The acquisition of Louisiana banking giant Whitney Bank by Hancock Holding of Mississippi has prompted a new nickname for IberiaBank: ‘Big dog on the block.’
Associated Press business writer Alan Sayre wrote Jan. 31 that the new Whitney-Hancock combo will mean the exodus of the last of the “classic” Louisiana-based banks, making room for IberiaBank to take the top spot.
Sayre points out that the Whitney-Hancock union also outlines a potential future trend of community banks having a larger presence in the industry, which could mean more mergers to increase their pull in lending: “After Whitney loses its separate identity, the big dog on the block in Louisiana appears to be Lafayette-based IberiaBank, which has a smaller, but feisty rival in its back yard, MidSouth Bancorp. More combinations in the South are inevitable, banking analyst Michael Rose of Raymond James said recently, with Hancock-Whitney likely pointing the way to a new era of mergers and acquisitions following big loan problems in the region and new federal capital requirements.”
After Sayre gave IberiaBank its new nickname, it came to light just how big this dog almost got. It is now common knowledge that Iberia lost a December bidding battle with Hancock in the Whitney
With the backing of the Federal Deposit Insurance Corp., which agreed to share in any loan losses, IberiaBank has acquired four failed banks since the financial meltdown, three in Florida and one in Alabama. — WP
David Calhoun and Elizabeth “EB” Brooks are the first two employees of Lafayette Central Park Inc., the nonprofit charged with turning Lafayette Consolidated Government’s 100-acre Johnston Street Horse Farm property into a passive public park. Calhoun was named executive director, and Brooks is director of planning and design.
At Thursday's State of the Economy luncheon, LEDA President and CEO Gregg Gothreaux said PXP has already quietly hired 180 people for its Broussard expansion.
There will soon be a whole lot of shakin’ going on at Benny’s Sportshack Supplement Depot, a new concept by Opelousas native Benny Nele. Located at 2002 Johnston St., the supplement shop, smoothie bar and café, featuring hot off the press paninis and wraps, plans to open in late May.
This year’s Cool Town issue is all about people who are not native to South Louisiana but made a conscious decision to be here, to be among us, to participate in our culture and contribute to it.
A shelved ordinance transferring $200,000 from a northside drainage project to a south Lafayette development may not break any laws, but it stinks to high heaven.
An effort to restore a shuttered dancehall and document other vacant or razed honky-tonks could serve as a model for saving an endangered species of entertainment.
Lafayette’s gene pool has been host to a long line of eccentric characters who have blurred the lines between crazy, genius, disturbed and curiously entertaining.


◆ Work to complete ◆
In the copy, include no pictures. Reproduce the rest of the entries exactly.

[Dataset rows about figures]
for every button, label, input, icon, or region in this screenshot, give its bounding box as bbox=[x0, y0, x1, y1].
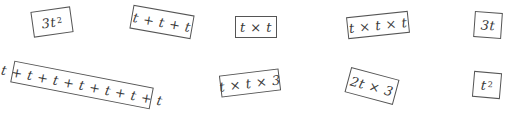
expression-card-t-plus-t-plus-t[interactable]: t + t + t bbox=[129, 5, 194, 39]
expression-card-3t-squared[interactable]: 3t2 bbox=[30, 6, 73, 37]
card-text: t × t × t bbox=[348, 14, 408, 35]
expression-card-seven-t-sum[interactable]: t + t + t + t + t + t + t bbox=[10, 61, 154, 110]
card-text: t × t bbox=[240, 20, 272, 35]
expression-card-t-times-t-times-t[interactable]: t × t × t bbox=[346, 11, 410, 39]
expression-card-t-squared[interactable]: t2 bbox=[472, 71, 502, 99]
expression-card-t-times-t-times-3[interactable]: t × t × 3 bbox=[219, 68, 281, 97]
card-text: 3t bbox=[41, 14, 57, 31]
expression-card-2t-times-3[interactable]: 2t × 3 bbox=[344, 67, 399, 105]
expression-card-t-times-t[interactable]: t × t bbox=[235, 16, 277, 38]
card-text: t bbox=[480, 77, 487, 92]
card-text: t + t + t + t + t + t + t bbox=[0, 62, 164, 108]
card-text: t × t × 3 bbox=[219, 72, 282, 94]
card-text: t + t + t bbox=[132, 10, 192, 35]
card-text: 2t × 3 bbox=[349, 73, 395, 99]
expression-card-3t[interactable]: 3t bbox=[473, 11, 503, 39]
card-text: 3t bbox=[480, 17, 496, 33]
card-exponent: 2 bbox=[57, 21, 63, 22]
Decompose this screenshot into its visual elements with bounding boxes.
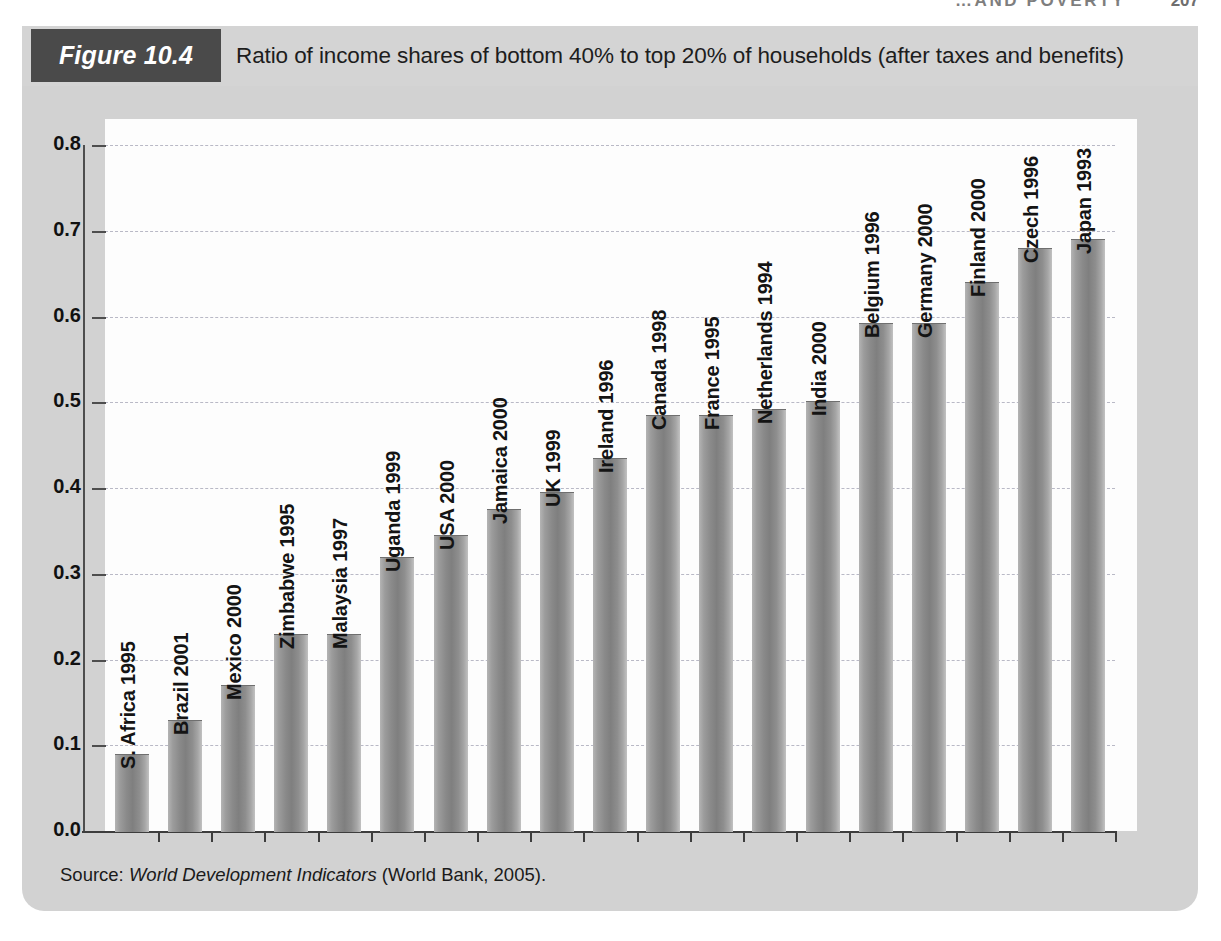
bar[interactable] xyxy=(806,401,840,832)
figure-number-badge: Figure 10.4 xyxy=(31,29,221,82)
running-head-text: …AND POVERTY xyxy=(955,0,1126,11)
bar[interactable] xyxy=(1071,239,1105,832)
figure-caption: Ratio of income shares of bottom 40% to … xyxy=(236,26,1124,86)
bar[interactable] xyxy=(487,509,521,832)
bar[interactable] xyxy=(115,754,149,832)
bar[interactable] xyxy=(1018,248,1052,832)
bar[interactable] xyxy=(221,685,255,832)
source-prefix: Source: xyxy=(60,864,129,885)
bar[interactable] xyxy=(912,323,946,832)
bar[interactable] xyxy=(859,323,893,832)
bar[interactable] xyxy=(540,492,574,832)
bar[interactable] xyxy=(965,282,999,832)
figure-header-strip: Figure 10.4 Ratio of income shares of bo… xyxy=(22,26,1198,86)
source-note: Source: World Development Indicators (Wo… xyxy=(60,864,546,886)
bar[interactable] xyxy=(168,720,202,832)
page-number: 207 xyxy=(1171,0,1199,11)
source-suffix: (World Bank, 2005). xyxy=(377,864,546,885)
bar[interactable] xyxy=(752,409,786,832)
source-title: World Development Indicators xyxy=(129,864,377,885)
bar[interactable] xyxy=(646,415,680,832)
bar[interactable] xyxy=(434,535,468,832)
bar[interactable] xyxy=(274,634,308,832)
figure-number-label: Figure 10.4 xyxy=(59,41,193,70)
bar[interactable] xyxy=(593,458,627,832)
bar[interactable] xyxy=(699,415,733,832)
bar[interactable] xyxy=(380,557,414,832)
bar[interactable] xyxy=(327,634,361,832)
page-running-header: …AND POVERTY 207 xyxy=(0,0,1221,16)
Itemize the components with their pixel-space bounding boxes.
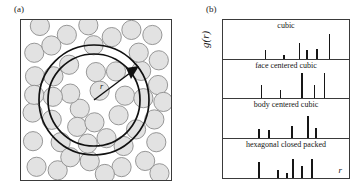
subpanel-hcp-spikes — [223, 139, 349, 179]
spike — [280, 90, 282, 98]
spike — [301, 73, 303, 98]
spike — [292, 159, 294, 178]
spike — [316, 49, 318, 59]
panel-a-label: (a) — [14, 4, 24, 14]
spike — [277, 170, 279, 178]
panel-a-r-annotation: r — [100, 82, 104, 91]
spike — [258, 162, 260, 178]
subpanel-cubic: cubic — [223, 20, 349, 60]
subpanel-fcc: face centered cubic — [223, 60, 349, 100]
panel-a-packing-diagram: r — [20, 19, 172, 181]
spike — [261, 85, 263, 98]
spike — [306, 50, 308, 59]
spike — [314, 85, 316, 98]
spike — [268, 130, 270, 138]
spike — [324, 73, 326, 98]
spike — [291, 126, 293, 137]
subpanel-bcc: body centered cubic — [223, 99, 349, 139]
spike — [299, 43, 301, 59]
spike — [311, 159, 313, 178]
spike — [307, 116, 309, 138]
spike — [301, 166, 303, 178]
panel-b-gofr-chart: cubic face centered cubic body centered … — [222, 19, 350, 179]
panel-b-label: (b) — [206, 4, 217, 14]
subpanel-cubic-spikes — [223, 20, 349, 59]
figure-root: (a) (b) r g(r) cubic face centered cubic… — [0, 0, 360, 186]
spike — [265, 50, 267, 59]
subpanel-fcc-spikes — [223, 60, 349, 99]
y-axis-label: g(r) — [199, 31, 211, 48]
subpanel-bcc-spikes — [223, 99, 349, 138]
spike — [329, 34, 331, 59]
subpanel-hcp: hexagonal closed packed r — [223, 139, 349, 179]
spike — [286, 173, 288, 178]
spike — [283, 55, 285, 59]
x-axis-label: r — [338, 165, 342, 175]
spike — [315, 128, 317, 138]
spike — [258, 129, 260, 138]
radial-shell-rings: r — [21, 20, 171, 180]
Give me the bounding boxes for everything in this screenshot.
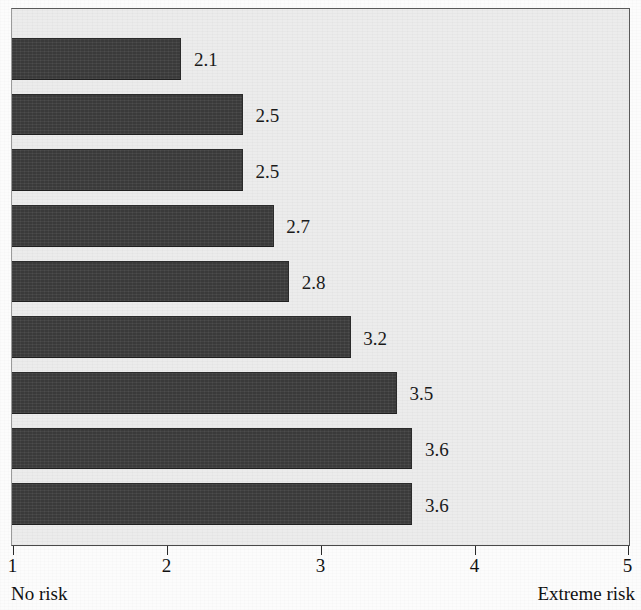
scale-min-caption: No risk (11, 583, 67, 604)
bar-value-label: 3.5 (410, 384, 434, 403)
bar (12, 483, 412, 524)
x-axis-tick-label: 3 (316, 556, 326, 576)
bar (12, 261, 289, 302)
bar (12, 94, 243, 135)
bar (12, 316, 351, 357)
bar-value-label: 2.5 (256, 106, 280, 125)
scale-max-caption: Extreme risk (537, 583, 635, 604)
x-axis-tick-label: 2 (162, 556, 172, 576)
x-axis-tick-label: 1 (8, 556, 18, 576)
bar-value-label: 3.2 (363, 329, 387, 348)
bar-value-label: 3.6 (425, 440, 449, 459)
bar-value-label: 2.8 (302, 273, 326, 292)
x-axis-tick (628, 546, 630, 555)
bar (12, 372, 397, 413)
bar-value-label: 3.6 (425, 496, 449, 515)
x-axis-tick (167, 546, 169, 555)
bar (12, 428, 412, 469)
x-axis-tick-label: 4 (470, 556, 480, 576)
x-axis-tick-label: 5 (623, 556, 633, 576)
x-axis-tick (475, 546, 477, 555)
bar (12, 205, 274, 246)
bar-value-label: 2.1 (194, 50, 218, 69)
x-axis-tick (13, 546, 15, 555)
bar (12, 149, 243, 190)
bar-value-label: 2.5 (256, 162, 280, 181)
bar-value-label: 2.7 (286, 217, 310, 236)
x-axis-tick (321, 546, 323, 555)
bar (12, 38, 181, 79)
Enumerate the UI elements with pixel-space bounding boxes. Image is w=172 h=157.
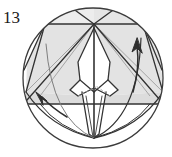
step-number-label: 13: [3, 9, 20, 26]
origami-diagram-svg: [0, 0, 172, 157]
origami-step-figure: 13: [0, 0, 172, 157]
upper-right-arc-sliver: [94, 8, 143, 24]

◆ Solution to this task ◆
for every button, label, input, icon, or region in this screenshot, give its bounding box as bbox=[x0, y0, x1, y1].
expression-card-t-plus-t-plus-t[interactable]: t + t + t bbox=[129, 5, 194, 39]
expression-card-3t-squared[interactable]: 3t2 bbox=[30, 6, 73, 37]
card-text: t × t × t bbox=[348, 14, 408, 35]
expression-card-seven-t-sum[interactable]: t + t + t + t + t + t + t bbox=[10, 61, 154, 110]
card-text: t × t bbox=[240, 20, 272, 35]
expression-card-t-times-t-times-t[interactable]: t × t × t bbox=[346, 11, 410, 39]
expression-card-t-squared[interactable]: t2 bbox=[472, 71, 502, 99]
expression-card-t-times-t-times-3[interactable]: t × t × 3 bbox=[219, 68, 281, 97]
card-text: 3t bbox=[41, 14, 57, 31]
expression-card-2t-times-3[interactable]: 2t × 3 bbox=[344, 67, 399, 105]
expression-card-t-times-t[interactable]: t × t bbox=[235, 16, 277, 38]
card-text: t bbox=[480, 77, 487, 92]
card-text: t + t + t + t + t + t + t bbox=[0, 62, 164, 108]
card-text: t × t × 3 bbox=[219, 72, 282, 94]
card-text: t + t + t bbox=[132, 10, 192, 35]
card-text: 2t × 3 bbox=[349, 73, 395, 99]
expression-card-3t[interactable]: 3t bbox=[473, 11, 503, 39]
card-text: 3t bbox=[480, 17, 496, 33]
card-exponent: 2 bbox=[57, 21, 63, 22]
Decompose this screenshot into its visual elements with bounding boxes.
bar[interactable] xyxy=(806,401,840,832)
figure-number-badge: Figure 10.4 xyxy=(31,29,221,82)
running-head-text: …AND POVERTY xyxy=(955,0,1126,11)
bar[interactable] xyxy=(1071,239,1105,832)
figure-caption: Ratio of income shares of bottom 40% to … xyxy=(236,26,1124,86)
bar[interactable] xyxy=(487,509,521,832)
bar[interactable] xyxy=(115,754,149,832)
bar[interactable] xyxy=(1018,248,1052,832)
bar[interactable] xyxy=(221,685,255,832)
source-prefix: Source: xyxy=(60,864,129,885)
bar[interactable] xyxy=(912,323,946,832)
bar[interactable] xyxy=(859,323,893,832)
bar[interactable] xyxy=(540,492,574,832)
bar[interactable] xyxy=(965,282,999,832)
figure-header-strip: Figure 10.4 Ratio of income shares of bo… xyxy=(22,26,1198,86)
source-note: Source: World Development Indicators (Wo… xyxy=(60,864,546,886)
bar[interactable] xyxy=(168,720,202,832)
page-number: 207 xyxy=(1171,0,1199,11)
source-suffix: (World Bank, 2005). xyxy=(377,864,546,885)
bar[interactable] xyxy=(752,409,786,832)
source-title: World Development Indicators xyxy=(129,864,377,885)
bar[interactable] xyxy=(646,415,680,832)
bar[interactable] xyxy=(434,535,468,832)
bar[interactable] xyxy=(274,634,308,832)
figure-number-label: Figure 10.4 xyxy=(59,41,193,70)
bar[interactable] xyxy=(593,458,627,832)
bar[interactable] xyxy=(699,415,733,832)
bar[interactable] xyxy=(380,557,414,832)
bar[interactable] xyxy=(327,634,361,832)
page-running-header: …AND POVERTY 207 xyxy=(0,0,1221,16)
Itemize the components with their pixel-space bounding boxes.
subpanel-hcp-spikes — [223, 139, 349, 179]
spike — [280, 90, 282, 98]
spike — [301, 73, 303, 98]
spike — [292, 159, 294, 178]
spike — [316, 49, 318, 59]
panel-a-label: (a) — [14, 4, 24, 14]
spike — [277, 170, 279, 178]
panel-a-r-annotation: r — [100, 82, 104, 91]
spike — [258, 162, 260, 178]
subpanel-cubic: cubic — [223, 20, 349, 60]
subpanel-fcc: face centered cubic — [223, 60, 349, 100]
panel-a-packing-diagram: r — [20, 19, 172, 181]
spike — [261, 85, 263, 98]
spike — [306, 50, 308, 59]
spike — [314, 85, 316, 98]
spike — [268, 130, 270, 138]
spike — [324, 73, 326, 98]
spike — [291, 126, 293, 137]
subpanel-bcc: body centered cubic — [223, 99, 349, 139]
spike — [299, 43, 301, 59]
spike — [311, 159, 313, 178]
spike — [307, 116, 309, 138]
spike — [301, 166, 303, 178]
panel-b-gofr-chart: cubic face centered cubic body centered … — [222, 19, 350, 179]
panel-b-label: (b) — [206, 4, 217, 14]
subpanel-cubic-spikes — [223, 20, 349, 59]
figure-root: (a) (b) r g(r) cubic face centered cubic… — [0, 0, 360, 186]
spike — [265, 50, 267, 59]
subpanel-fcc-spikes — [223, 60, 349, 99]
y-axis-label: g(r) — [199, 31, 211, 48]
subpanel-bcc-spikes — [223, 99, 349, 138]
spike — [329, 34, 331, 59]
subpanel-hcp: hexagonal closed packed r — [223, 139, 349, 179]
spike — [286, 173, 288, 178]
spike — [283, 55, 285, 59]
x-axis-label: r — [338, 165, 342, 175]
spike — [315, 128, 317, 138]
spike — [258, 129, 260, 138]
radial-shell-rings: r — [21, 20, 171, 180]
Give me the bounding boxes for everything in this screenshot.
scale-min-caption: No risk (11, 583, 67, 604)
bar-value-label: 3.5 (410, 384, 434, 403)
bar (12, 483, 412, 524)
x-axis-tick-label: 3 (316, 556, 326, 576)
bar (12, 261, 289, 302)
bar (12, 94, 243, 135)
bar (12, 316, 351, 357)
bar-value-label: 2.5 (256, 106, 280, 125)
scale-max-caption: Extreme risk (537, 583, 635, 604)
x-axis-tick-label: 2 (162, 556, 172, 576)
x-axis-tick-label: 1 (8, 556, 18, 576)
bar-value-label: 3.2 (363, 329, 387, 348)
bar-value-label: 3.6 (425, 440, 449, 459)
bar-value-label: 2.8 (302, 273, 326, 292)
x-axis-tick (628, 546, 630, 555)
bar (12, 372, 397, 413)
bar-value-label: 3.6 (425, 496, 449, 515)
x-axis-tick (167, 546, 169, 555)
bar (12, 428, 412, 469)
x-axis-tick-label: 4 (470, 556, 480, 576)
x-axis-tick-label: 5 (623, 556, 633, 576)
x-axis-tick (475, 546, 477, 555)
bar (12, 205, 274, 246)
bar-value-label: 2.1 (194, 50, 218, 69)
x-axis-tick (13, 546, 15, 555)
bar (12, 149, 243, 190)
bar-value-label: 2.5 (256, 162, 280, 181)
bar-value-label: 2.7 (286, 217, 310, 236)
x-axis-tick (321, 546, 323, 555)
bar (12, 38, 181, 79)
Enumerate the UI elements with pixel-space bounding boxes. Image is w=172 h=157.
step-number-label: 13: [3, 9, 20, 26]
origami-diagram-svg: [0, 0, 172, 157]
origami-step-figure: 13: [0, 0, 172, 157]
upper-right-arc-sliver: [94, 8, 143, 24]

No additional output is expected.